Chaffetz’s Internet sales tax bill is worse than prior attempts
The fatally-flawed Marketplace Fairness Act was shelved last year because of the cost, complexity and threat of government audit it imposed on small business.
Last week, in swooped Rep. Jason Chaffetz (R-Utah), to try to fix MFA with his Remote Transactions Parity Act. But in a strange twist, Chaffetz has actually made a bad bill much, much worse.
{mosads}In a cynical attempt to win support from the states, Chaffetz has jettisoned two central features of MFA – federal preemption and federal court jurisdiction. In doing so, the Chaffetz bill takes a bill that was already unworkable because of the significant costs, administrative burdens, and audit risk it imposes on small businesses, and increases those concerns by orders of magnitude. It has become Frankenstein legislation that only lobbyists and tax lawyers could love. For small business owners, especially those who sell through mail-order catalogs, the legislation makes the situation more complex.
By eliminating federal preemption and giving jurisdiction to state courts, the Chaffetz approach is more troubling and will lead to endless confusion and litigation.
No question, there are major problems with the approach of MFA and its ilk. MFA imposes huge implementation costs on small and medium sized business, introduces an incredible degree of complexity, and creates the risk of government audit from 46 states and intrusive reporting requirements from the more than 10,000 local tax jurisdictions across the nation.
The decision by Chaffetz to remove the federal preemption provisions and to give state courts jurisdiction turns the already tenuous logic of MFA on its head.
Not only does it impose huge costs and complexity on small businesses that have to implement software solutions. But now it creates a crazy quilt of laws that businesses would have to comply with. It promises unending complexity and pain for businesses that would have to keep up with competing state laws that will surely have different reporting requirements and definitions for taxable goods. This makes no sense.

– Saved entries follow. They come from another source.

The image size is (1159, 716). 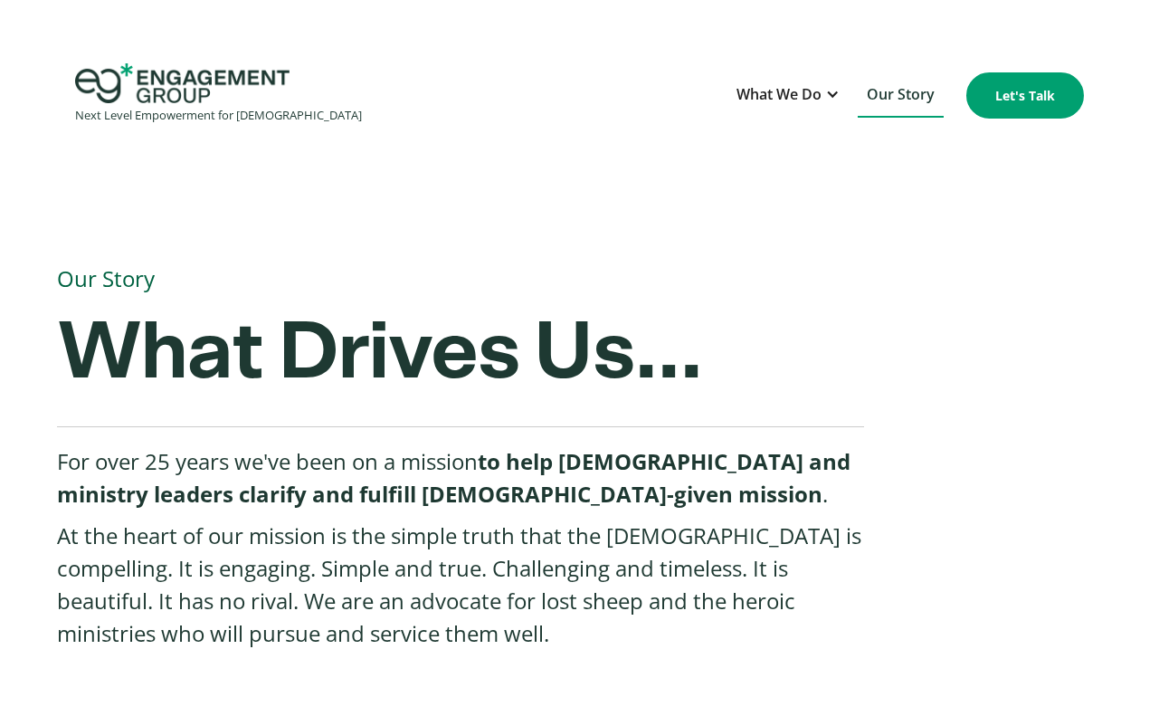 I want to click on p: For over 25 years we've been on a mission ., so click(x=460, y=478).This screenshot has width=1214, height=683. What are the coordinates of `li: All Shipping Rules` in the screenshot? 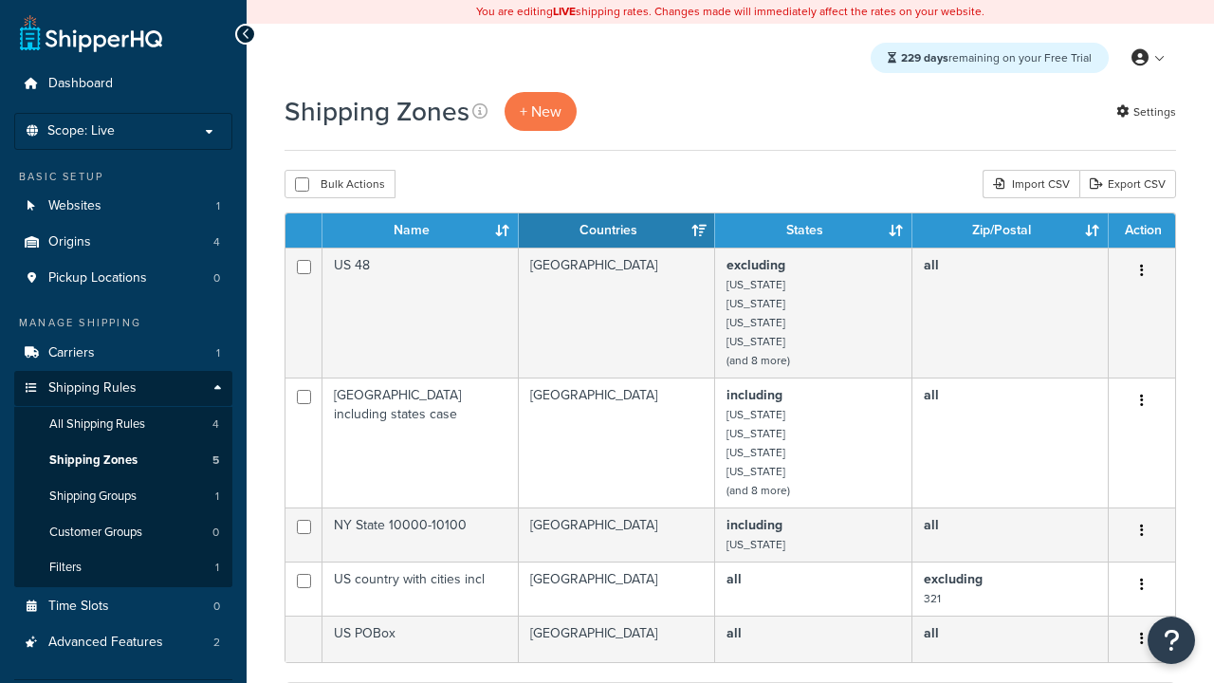 It's located at (123, 424).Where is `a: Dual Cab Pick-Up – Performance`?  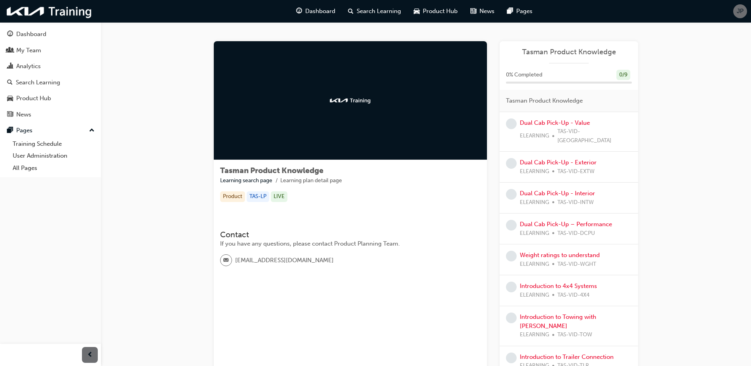 a: Dual Cab Pick-Up – Performance is located at coordinates (566, 224).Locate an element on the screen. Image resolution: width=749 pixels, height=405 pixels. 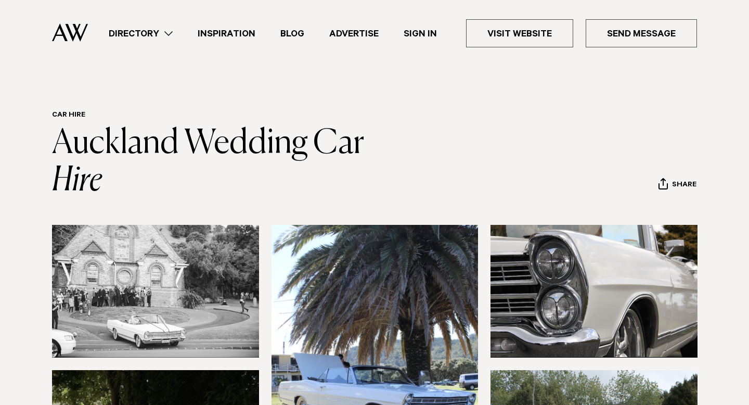
a: Inspiration is located at coordinates (226, 33).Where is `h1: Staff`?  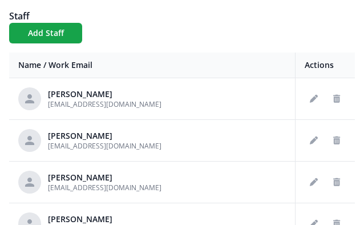 h1: Staff is located at coordinates (182, 16).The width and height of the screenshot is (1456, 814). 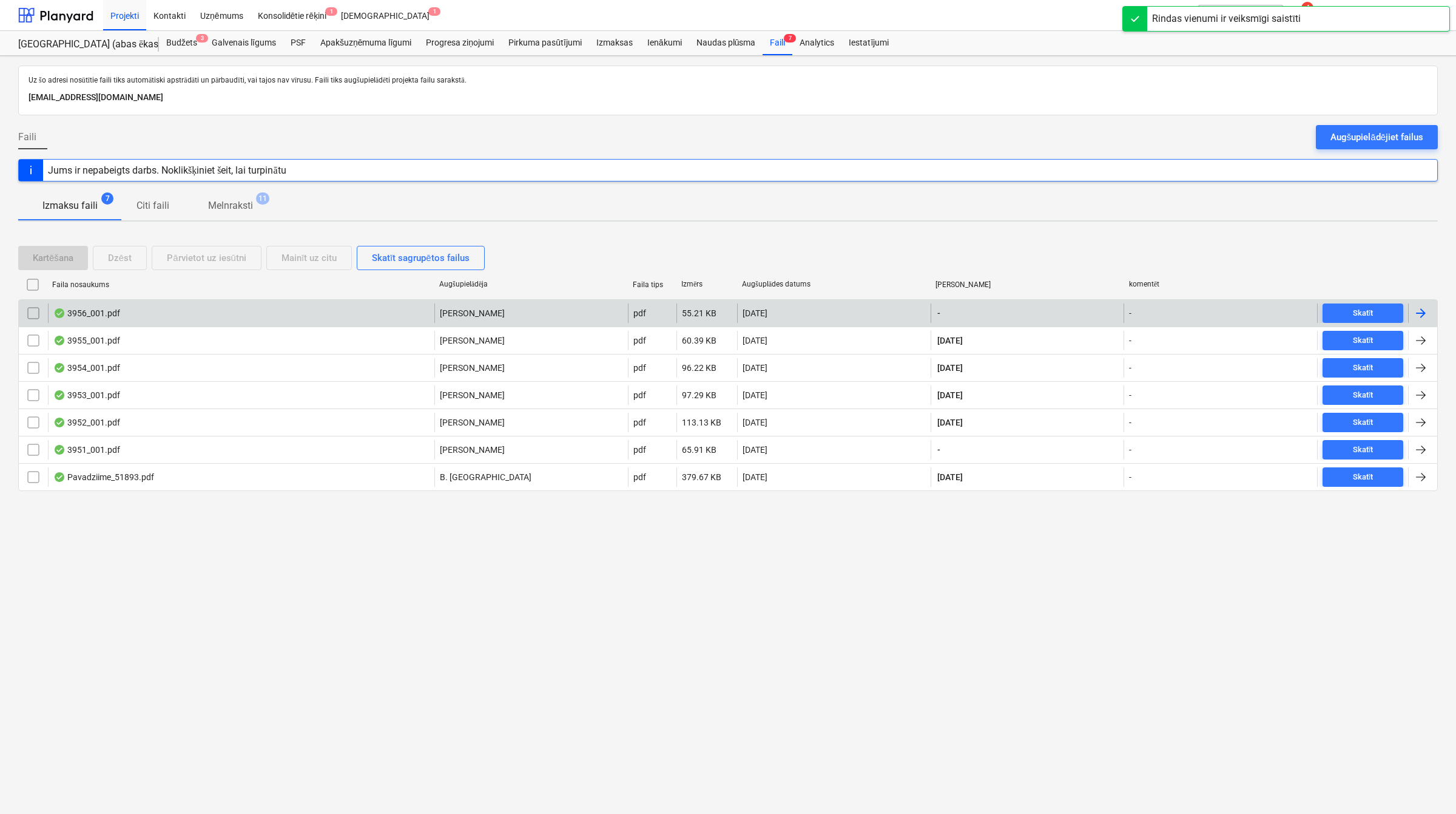 I want to click on a: Faili7, so click(x=777, y=43).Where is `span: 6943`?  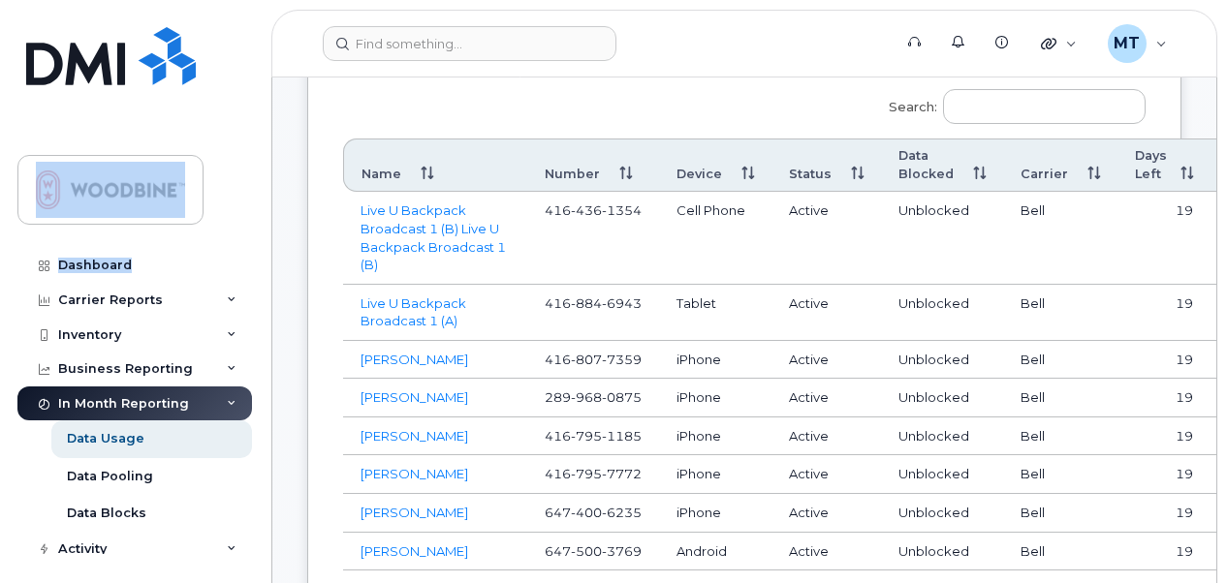
span: 6943 is located at coordinates (621, 303).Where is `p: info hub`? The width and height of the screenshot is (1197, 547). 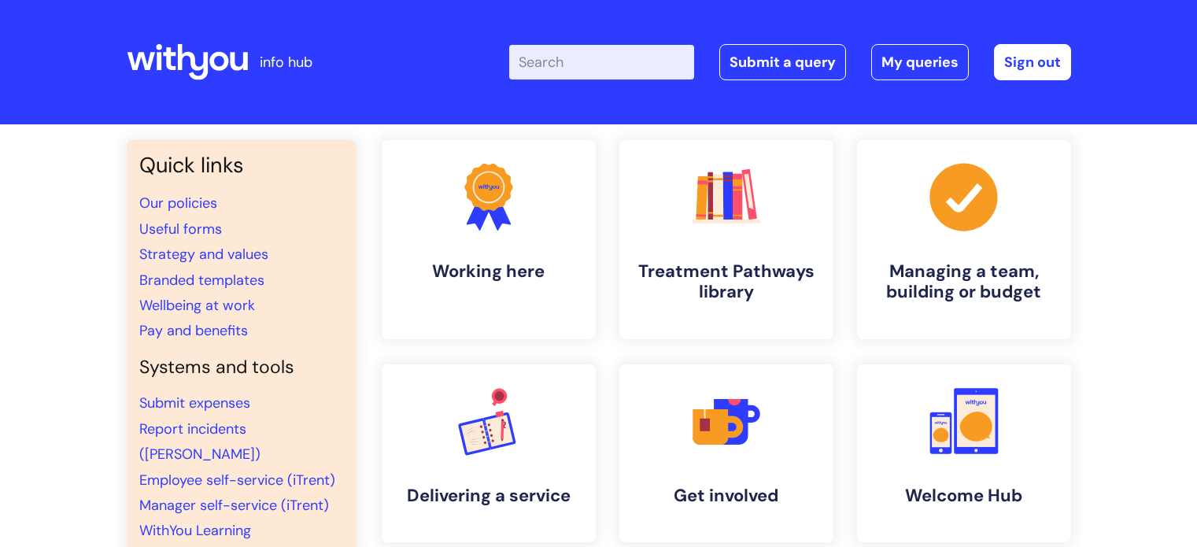
p: info hub is located at coordinates (286, 62).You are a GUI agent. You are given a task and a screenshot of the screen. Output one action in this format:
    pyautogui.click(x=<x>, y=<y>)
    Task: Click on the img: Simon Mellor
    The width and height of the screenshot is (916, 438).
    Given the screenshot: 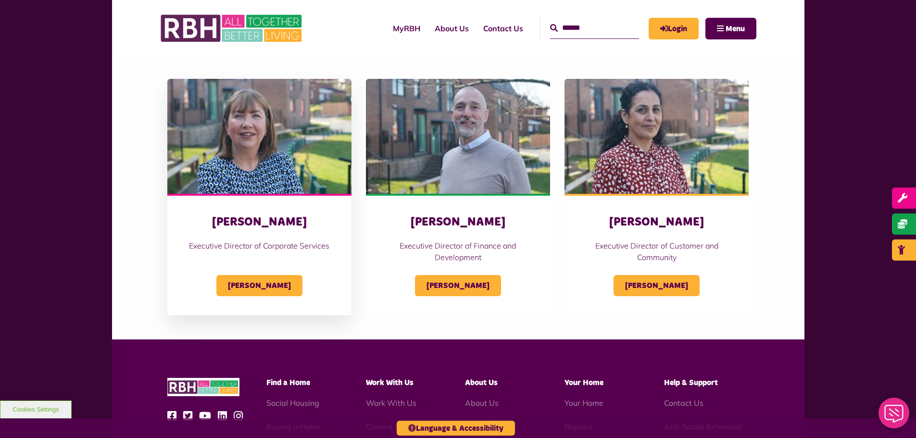 What is the action you would take?
    pyautogui.click(x=458, y=137)
    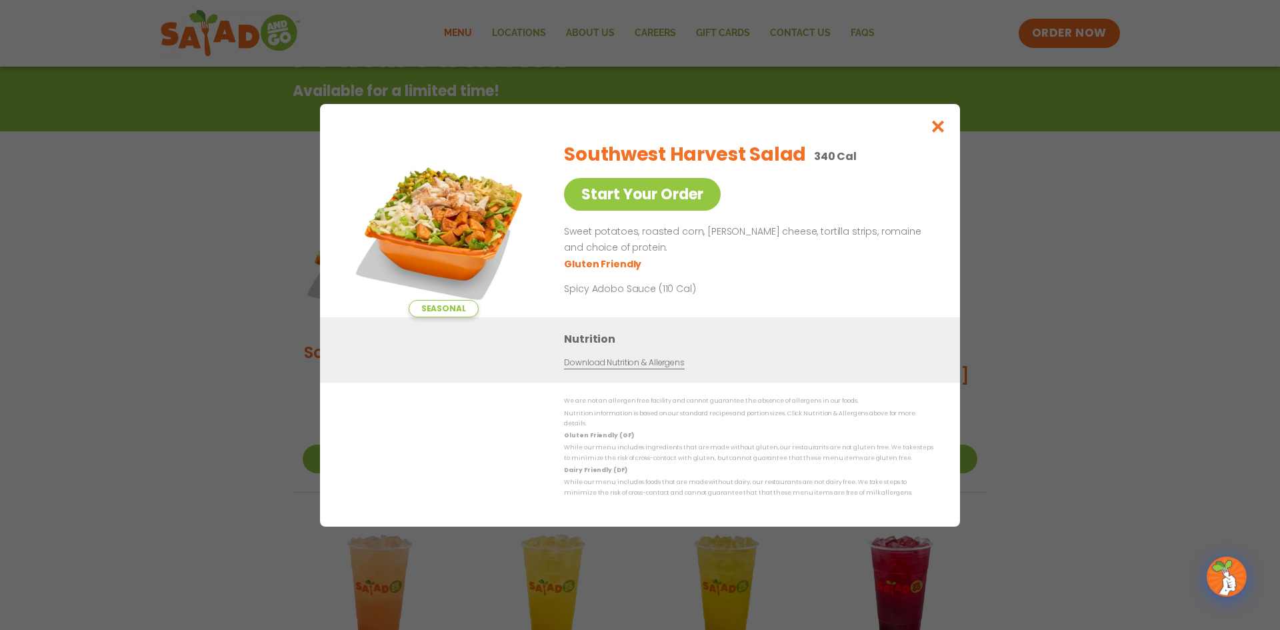 Image resolution: width=1280 pixels, height=630 pixels. I want to click on p: While our menu includes ingredients that are made without gluten, our restaurants are not gluten ..., so click(749, 453).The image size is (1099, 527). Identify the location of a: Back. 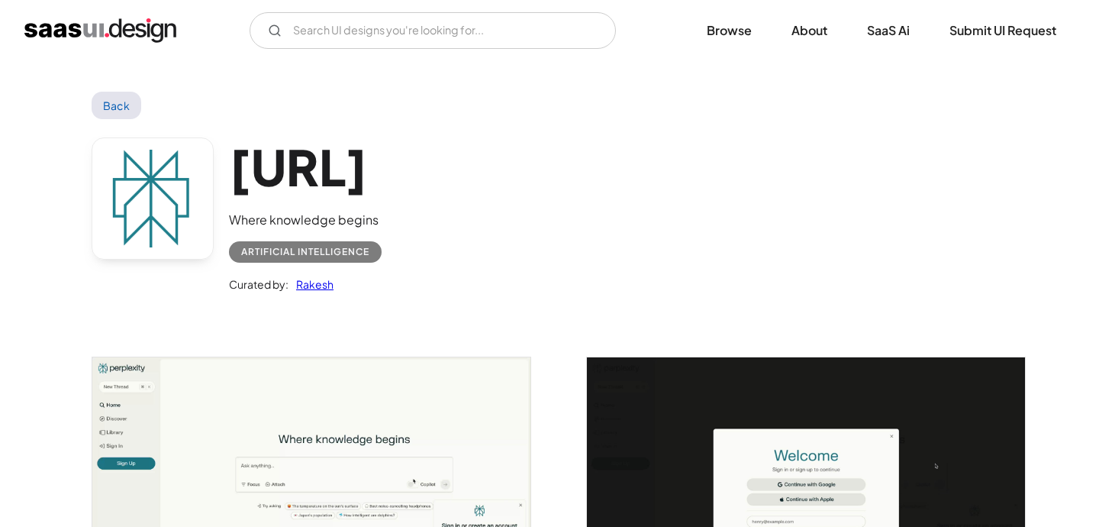
(116, 105).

And just as important, removing federal court jurisdictions eliminates a critical backstop when legal questions arise, as they inevitably will.
But the Chaffetz bill now says that businesses can’t go in the federal courts, which provide a degree of consistency when it comes to case law, and instead forces businesses to go the state courts, which are far more volatile and uneven.
So a retailer is subject not only to audit potential from 46 different states, but may be subject to litigation in each of those states
Not only is this bad policy, but it creates the huge threat of forum shopping and gaming the system.
This makes no sense. We should be looking for ways to lower costs for implementation and decrease complexity.
The only bright spot in this otherwise dark cloud is that House Judiciary Committee Chairman Bob Goodlatte (R-Va.) is working on an alternative approach that would provide a real and lasting fix. Rather than focusing on where the purchaser is located, it relies on where the company operates. This would simplify tax collection enormously, and prevent the complexity and chaos that Chaffetz encourages.
From a legal and compliance perspective, the Chaffetz bill represents the worst of all worlds. It creates more complexity in collecting Internet sales tax, but doesn’t provide businesses with uniform standards to rely upon.
It is a recipe for disaster that will lead to endless streams of litigation in state courts across the nation.
Alpert is founder and CEO of Uno Alla Volta, a seller of handcrafted artisan products, headquartered in North Branford, Connecticut.